The Metasquoia man turned up with his wife, and bought the yellow leafed version 'Gold Rush', which he hadn't previously heard of but liked the sound of, along with three Sorbus and some fertiliser.  Someone else came to collect three trees which had been reserved for her since early October, though to be fair she had rung us a couple of times since to ask if we could keep them a bit longer.  A couple from Islington arrived via Beth Chatto, having asked there what other nurseries there were in the neighbourhood and been sent to us.  They hadn't quite known what to expect, but liked what they saw, and bought a Magnolia tripetala, roses and Sarcococca.  Trying to remember what had been stock taken, meaning that sales had to be written down, and what hadn't, made the whole process more complicated than it would have been otherwise.
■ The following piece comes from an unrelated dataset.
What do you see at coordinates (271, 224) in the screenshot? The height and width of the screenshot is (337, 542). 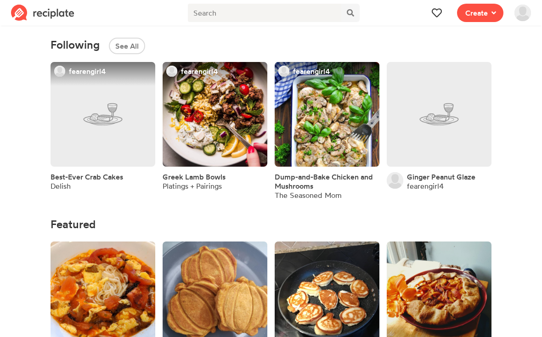 I see `h4: Featured` at bounding box center [271, 224].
An elderly lady who had moved house fairly recently, and employed a gardener on our recommendation, was delighted with her gardener and equally delighted with the garden design and build firm the gardener had in turn recommended.  Phew.  It would have been rather embarrassing if she'd said the gardener we recommended was completely useless.  She wanted a standard bay tree in a pot, and chose the particular specimen she liked, which was already planted in a different pot as one of a pair used to grace the cafe earlier in the year.  She wanted us to plant up the pot and deliver pot and plant to Colchester.  My colleague said the pot was not that heavy and look, she had already lifted it, and took the bay and the new pot away across the car park for re-potting, while I charged on the basis of a standard delivery to Colchester.  After the elderly lady had gone my colleague reappeared, saying cheerfully that she didn't think one person could lift the bay in its new pot, since the pot lacked a rim to grip, and the whole thing had come out unexpectedly heavy.  Though, she added, she had put plenty of crocks in the bottom.  I felt rather crushed that I hadn't charged for a double person delivery, then it occurred to me that the gardener could simply un-pot the bay again, put some of the compost in a bucket, and transport the whole lot in three parts for final assembly at the other end.

My most entertaining customer of the day was my first, who wanted some plants for a tub at work.  It turned out that he worked on the tugs in Felixstowe harbour, and that work was not even an office, but a small flowerbed he'd made out of an old box somewhere on the deck of the tugboat.  He said his colleagues thought he was mad, but he loved his plants.  He was blase about the dangers of his trade, saying that he only worked inside the harbour.  Even so, the forces involved are huge, as the memorial in Ramsgate to the crew of an overturned tug testifies.  I hope his crocus survive to flower.  They don't have the strongest flower stems.

My new horticultural fact for the day is that male and female flowers of sweet bay, Laurus nobilis, are carried on different plants.  I never knew that until a customer asked about it, and I looked it up.  You don't generally grow bay for the berries.